We needn't go nearly that far. No, just set your DeLorean for early 2010 and we'll be off.
I was a freshman at Colgate, and I'd signed up for a course called War and the Holocaust in Europe. Most of the history classes I'd taken in high school were U.S. history and ambitiously claimed that we'd make it close to present day after beginning with colonial underpinnings. The farthest we ever seemed to get was the Civil War. Maybe Reconstruction, if we were lucky. So I signed up for different history.
Snatches of information from the class have remained with me, though the dates I was forced to memorize have not. I have kept one fact in my memory quite clearly. It was probably the most trivial fact that I could have stored away from all the information presented to me in lectures and readings, but I delight in quirky information.
Winston Churchill liked to wear silk pajamas.
His love of cigars is well documented and his habit of eating well has been recorded widely by historians and witnessed in his girth. But silk pajamas? It's the kind of fact I would make up. I have been known to spread rumors about friends of mine dating former press secretaries, dining with literary giants, and being involved in the assassinations of heads of state. But this is a fact that was printed in a nonfiction book that I had to read for War and the Holocaust in Europe.
John Lukacs, a historian with a professed fondness for Winston Churchill, taught me of Churchill's love of silk pajamas. Apparently Churchill was wearing silk pajamas on the morning of May 10th as Hitler began his invasions of Holland and Belgium.
I was incredulous when I first read about Churchill's pajama habits. Not because I didn't believe Winston would wear silk pajamas. I had never really thought about his bedtime attire before.

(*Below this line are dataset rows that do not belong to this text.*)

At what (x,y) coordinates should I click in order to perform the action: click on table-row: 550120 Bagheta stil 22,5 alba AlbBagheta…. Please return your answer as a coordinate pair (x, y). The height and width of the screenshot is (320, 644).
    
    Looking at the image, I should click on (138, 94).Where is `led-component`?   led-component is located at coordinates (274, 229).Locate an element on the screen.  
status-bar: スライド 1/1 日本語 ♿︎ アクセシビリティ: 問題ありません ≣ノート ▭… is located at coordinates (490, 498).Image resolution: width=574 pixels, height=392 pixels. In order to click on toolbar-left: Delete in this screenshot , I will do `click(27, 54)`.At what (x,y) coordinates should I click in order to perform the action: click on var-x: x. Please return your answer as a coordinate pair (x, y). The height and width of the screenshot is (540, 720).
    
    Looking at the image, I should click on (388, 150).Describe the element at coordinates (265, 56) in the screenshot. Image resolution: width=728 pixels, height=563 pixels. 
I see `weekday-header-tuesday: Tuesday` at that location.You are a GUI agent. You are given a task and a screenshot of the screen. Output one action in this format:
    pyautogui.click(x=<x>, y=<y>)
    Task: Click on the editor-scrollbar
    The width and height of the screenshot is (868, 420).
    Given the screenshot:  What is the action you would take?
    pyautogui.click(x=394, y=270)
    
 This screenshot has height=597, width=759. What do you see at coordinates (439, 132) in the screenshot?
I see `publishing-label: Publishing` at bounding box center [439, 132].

I don't often think about what world leaders wear to bed. Perhaps I ought to. But I digress. I was incredulous because I was not sure how Lukacs had happened upon the information of what Churchill was wearing on the morning of May 10th, 1940 when he sat down to breakfast. Somehow that seemed like the kind of thing that wouldn't be recorded as war broke out in earnest across Europe.
But I have seen Winston's silk pajamas.
Perhaps it is now fitting for us to come out of time travel mode. This week, my history class visited the Churchill War Rooms and the attached Churchill Museum. Wandering among the artifacts of Churchill's life I stumbled upon his nap time togs. I was delighted and disappointed by my find.
I was standing in front of the pajamas that I had long regarded as a historical myth comparable to Columbus being the first to spin the idea of the world being round - if slightly less widespread. I had found the abominable snowman. But I still felt cheated. Winston's silk pajamas were, as you can see, white, plain, and conservative. In all the time I had imagined Churchill in his pajamas, which is probably more often than I should admit, I had not pictured his silk pajamas looking so boring. I wanted them to be red, shiny, and a little bit sexy.
But as the placard explained, the folded white shirt in front of me had been Churchill's nightshirt. I take some solace in the fact that even if Winston did not dress nightly in shiny, red silk, he at least could feel the breeze flowing in through the bottom of his nightshirt.